In her latest body of work, visual artist Funmilayo Kayode offers a powerful exploration of female resilience, presenting ‘The Strength of Woman’ as part of the ‘Our Shared Prosperity’ exhibition during the Calabar Carnival 2024.
The month-long exhibition, which ran from December 1 to 31, 2024, at the Calabar Art Exhibition, reframes womanhood not just as a gender, but as a living force; deeply ceremonial, spiritual, economic, and anchored in cultural memory. Throughout the series, Kayode elevates the woman into both subject and symbol. These are not passive individuals merely sitting before a camera; they are depicted as custodians of history, labour, beauty, and communal continuity.
The most compelling frames borrow heavily from nature. By utilizing earth-toned garments, clay vessels, woven objects, shells, and natural light within forested backdrops, Kayode builds a raw visual vocabulary of origin and endurance. Crucially, materials like clay, fibre, calabash, raffia, and shell transcend mere decoration. They seamlessly extend from the subjects’ bodies, whispering stories of fertility, inheritance, craft, nourishment, and ancestral wisdom.
The opening portrait carries a particularly striking weight. A woman locks eyes with the camera with calm intensity, effortlessly balancing a large clay pot and a cluster of gourds on her head. The image is quiet, yet it speaks volumes. Her direct gaze gives the photograph its undeniable authority, while the balanced vessels feel sculptural, transforming her posture into an architectural form. Here, strength is not a loud physical struggle, but a masterclass in control, balance, and composure. A blurred natural background allows her figure to emerge iconically, straddling both the modern moment and an ancient visual tradition.
In another frame, a seated figure wrapped in an expansive orange garment commands a regal presence. The fabric spills outward like earth or fire, while suspended woven baskets and clay objects around her evoke scenes of domestic labour, ritual, and creative making.
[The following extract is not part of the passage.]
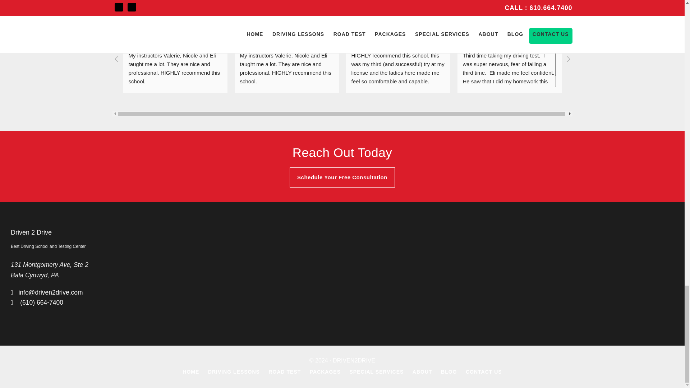 The image size is (690, 388). I want to click on Ritzy Riches, so click(583, 27).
The composition thrives because it refuses to reduce “prosperity” to mere material wealth. Instead, Kayode connects prosperity directly to the hands, the land, the household, and the community structures that women quietly sustain. Dignified and self-possessed, the subject occupies the landscape as both its guardian and its source.
The third photograph shifts the narrative into a quieter, more intimate space. A young woman handles a string of shells resting on a dark plate, her attention completely turned inward. This deliberate shift moves the series from the monumental to the contemplative. The shells evoke ideas of value, memory, adornment, and historical exchange, turning a simple gesture into something ceremonial. Enhanced by the rhythmic contrast of a black and orange garment, her lowered gaze lends the work an emotional depth that reminds the viewer that strength is not always public or performative. Sometimes, it lives in care, reflection, and the quiet preservation of inherited traditions.
Within the broader festival theme of “Our Shared Prosperity,” Kayode’s work delivers a profound commentary. The series argues that true prosperity cannot be measured by economic expansion alone, but by cultural continuity. It challenges the audience to recognize the unseen systems of labour, aesthetics, knowledge, and spiritual resilience that women carry across generations, positioning the female figure at the very center of communal survival.
Curatorially, the series hits its stride when it embraces its staged fine-art photography roots. The three outdoor portraits feel entirely cohesive, meticulously styled, and visually mature, sharing a unified palette and atmospheric tension.
While an installation image of a painted female portrait is included, offering decent evidence of how the theme expanded into the physical gallery space, it feels visually detached from the core photographic narrative.
Similarly, the final portrait of a woman in white against a woven backdrop introduces a direct, bright studio aesthetic. Though it supports the overarching theme of cultural identity, it lacks the moody, cinematic refinement of the first three images and slightly disrupts the curatorial flow.
Ultimately, *The Strength of Woman* succeeds because it treats the female body as a canvas of profound meaning rather than a mere spectacle. Kayode’s contribution to the Calabar Carnival programme beautifully mirrors the spirit of the festival, proving that shared prosperity ultimately begins with those who carry, shape, and preserve the life of the community.